RESPONSE TO A BROADCAST ON CBC RADIO ONE’S SHOW, THE CURRENTThat was a terrible job of interviewing by Susan Ormiston in the item on typing facilitators.

She got across to the professor at Syracuse none of the essential criticisms by the lucid magician, a man from whom I first heard years ago.

The professor never answered her only meaningful question, and she let him slide off the hook with his silly, pompous “we don’t engage in that kind of thing.”

The fact is that the rigorous procedures of modern science can be gamed by people like those at the University of Syracuse. They may be a non-profit institution, but that doesn’t mean they have no motives to engage in unscientific research.

It brings money to the university and enhances the positions of people like the professor internally. Sadly, the money comes from desperate parents of autistic kids seeking miracles.

This facilitation business is an old fraud, going back some years, and it should surprise no one who knows some history.

We’ve had past unscientific fads galore, for example Mesmerism about two centuries ago or Krebiozen for cancer in the 1960s.

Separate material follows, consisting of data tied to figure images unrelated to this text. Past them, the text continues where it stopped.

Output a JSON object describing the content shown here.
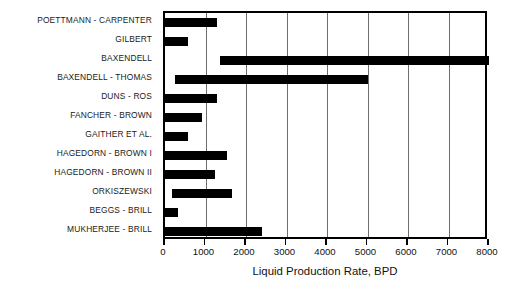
{
  "chart_data": {
    "type": "bar",
    "orientation": "horizontal",
    "title": "",
    "xlabel": "Liquid Production Rate, BPD",
    "ylabel": "",
    "xlim": [
      0,
      8000
    ],
    "xticks": [
      0,
      1000,
      2000,
      3000,
      4000,
      5000,
      6000,
      7000,
      8000
    ],
    "xticklabels": [
      "0",
      "1000",
      "2000",
      "3000",
      "4000",
      "5000",
      "6000",
      "7000",
      "8000"
    ],
    "grid": "vertical",
    "legend": "none",
    "bar_color": "#000000",
    "categories": [
      "POETTMANN - CARPENTER",
      "GILBERT",
      "BAXENDELL",
      "BAXENDELL - THOMAS",
      "DUNS - ROS",
      "FANCHER - BROWN",
      "GAITHER ET AL.",
      "HAGEDORN - BROWN I",
      "HAGEDORN - BROWN II",
      "ORKISZEWSKI",
      "BEGGS - BRILL",
      "MUKHERJEE - BRILL"
    ],
    "ranges": [
      {
        "category": "POETTMANN - CARPENTER",
        "low": 0,
        "high": 1290
      },
      {
        "category": "GILBERT",
        "low": 0,
        "high": 570
      },
      {
        "category": "BAXENDELL",
        "low": 1360,
        "high": 8000
      },
      {
        "category": "BAXENDELL - THOMAS",
        "low": 250,
        "high": 5000
      },
      {
        "category": "DUNS - ROS",
        "low": 0,
        "high": 1280
      },
      {
        "category": "FANCHER - BROWN",
        "low": 0,
        "high": 910
      },
      {
        "category": "GAITHER ET AL.",
        "low": 0,
        "high": 570
      },
      {
        "category": "HAGEDORN - BROWN I",
        "low": 0,
        "high": 1530
      },
      {
        "category": "HAGEDORN - BROWN II",
        "low": 0,
        "high": 1240
      },
      {
        "category": "ORKISZEWSKI",
        "low": 180,
        "high": 1650
      },
      {
        "category": "BEGGS - BRILL",
        "low": 0,
        "high": 320
      },
      {
        "category": "MUKHERJEE - BRILL",
        "low": 0,
        "high": 2400
      }
    ],
    "values": [
      1290,
      570,
      8000,
      5000,
      1280,
      910,
      570,
      1530,
      1240,
      1650,
      320,
      2400
    ]
  }
}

Or the years of “experiments” at Duke University – otherwise a perfectly respectable institution – on people’s psychic abilities with cards and other silliness. Millions were spent for nothing.

One can only conclude Ms Ormiston did not understand the magician’s points or she was unable to summon the skills to challenge the professor.

In either case, she has no business hosting a show like The Current.

I do hope, using her is not a sign of things to come on the show, pointing to the general trend of dumbing-down on CBC Radio which has been so painfully apparent in recent years.